While all other sites saw traffic decrease this past quarter, Facebook was the only one that gained

Due to the fact that social media companies don't actually have a real, tangible product to sell, they have to rely on other sources for money: mainly advertising and referral traffic, or how good they are at getting people to visit other websites.

As you probably suspected, Facebook is far and away the leader, not only because it's been around so long, and is used by so many people, but because the site has just become so well designed for sharing. Think about how many posts on your NewsFeed are linked posts. It's a lot.

Now a new report out from Shareholic shows just how dominant the network is in comparison to its peers.

In Shareholic's 2nd Quarter 2014 edition of its Social Media Traffic Report, the site looked at social media referral traffic from the months of March to June of this year, and found that Facebook was the only site that actually gained share during that time.

The site gained 2.14 percentage points to 23.39% of social media traffic referrals by June. A referral is when someone clicks through to another website though Facebook and, in just four months, the site increased its share by 10.09%.

Meanwhile Pinterest, Twitter, Stumbleupon, Reddit, YouTube, Google+ and LinkedIn all lost percentage points in that time, decreasing their share.

The biggest losers were YouTube, which went down  over 32%, StumbleUpon which dropped over 39% and LinkedIn, which dropped an astounding 57.38% to a mere 0.02% of referral traffic. In all, the other networks lost a collective 1.97 percentage points.

With numbers like that, Shareaholic noted that it, "may be fair to suggest that Facebook stole share from the seven remaining social networks."

Looking a bit closer at the numbers, it becomes clear that there are only three social media sites that can be counted on to deliver referals: Facebook, Pinterest and Twitter. Even as the last two dropped from March to June, they are still the only sites that can deliver at least 1% of traffic. The other five, when added together, could not even reach that 1% marker.

Apparently getting people to click on links is harder than it looks.

When comparing the traffic year to year, Shareholic found that three of the sites were able to grow: Facebook, of course, as well as Pinterest and StumbleUpon.

Again, Facebook had just massive growth in that time, increasing its share by 14.05 percentage points, and over 150% overall, going from 9.345 to 23.39% of referral traffic. Pinterest also saw healthy growth, jumping 69.53%, from 3.38% to 5.72%.  
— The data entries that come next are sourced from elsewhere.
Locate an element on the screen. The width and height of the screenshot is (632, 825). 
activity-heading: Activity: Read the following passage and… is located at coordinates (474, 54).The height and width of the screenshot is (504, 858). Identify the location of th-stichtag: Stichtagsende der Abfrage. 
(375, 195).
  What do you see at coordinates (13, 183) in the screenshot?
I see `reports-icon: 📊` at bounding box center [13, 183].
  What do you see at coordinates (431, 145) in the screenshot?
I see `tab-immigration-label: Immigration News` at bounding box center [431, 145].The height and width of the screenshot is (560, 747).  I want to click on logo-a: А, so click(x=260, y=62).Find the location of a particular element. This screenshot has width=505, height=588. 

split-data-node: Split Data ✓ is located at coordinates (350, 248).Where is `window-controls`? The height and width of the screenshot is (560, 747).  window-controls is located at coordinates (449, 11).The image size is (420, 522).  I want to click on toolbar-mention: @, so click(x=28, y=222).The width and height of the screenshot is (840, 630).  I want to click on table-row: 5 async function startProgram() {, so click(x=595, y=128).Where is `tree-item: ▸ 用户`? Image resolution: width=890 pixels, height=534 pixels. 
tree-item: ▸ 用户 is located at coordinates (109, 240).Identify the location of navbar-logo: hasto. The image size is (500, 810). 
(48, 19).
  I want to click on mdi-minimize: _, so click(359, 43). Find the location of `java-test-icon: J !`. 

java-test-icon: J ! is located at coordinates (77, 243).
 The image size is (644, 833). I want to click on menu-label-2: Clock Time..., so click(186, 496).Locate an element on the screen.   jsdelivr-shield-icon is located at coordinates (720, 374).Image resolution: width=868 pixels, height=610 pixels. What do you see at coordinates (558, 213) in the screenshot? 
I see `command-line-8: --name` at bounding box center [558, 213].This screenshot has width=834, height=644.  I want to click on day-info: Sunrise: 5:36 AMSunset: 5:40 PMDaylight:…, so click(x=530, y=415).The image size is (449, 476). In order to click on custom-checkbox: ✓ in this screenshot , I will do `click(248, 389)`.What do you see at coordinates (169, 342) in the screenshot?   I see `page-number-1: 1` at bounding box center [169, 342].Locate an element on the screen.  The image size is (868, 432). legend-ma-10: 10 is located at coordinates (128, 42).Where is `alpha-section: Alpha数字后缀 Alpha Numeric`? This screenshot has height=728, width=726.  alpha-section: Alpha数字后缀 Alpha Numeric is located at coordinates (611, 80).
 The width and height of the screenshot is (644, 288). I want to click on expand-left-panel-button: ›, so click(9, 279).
Once again, the biggest loser was LinkedIn, which dropped 77.43%. That site has spent the last year promoting its original content, and is also a social media website that relies less on advertising than some of its peers. That may account for why its referral traffic is so low: it doesn't need it as much. 

"It is quite possible that, like Reddit, LinkedIn is becoming more a source for stories," Shareholic wrote in the report. "Is there a chance LinkedIn has become insular? I would think so."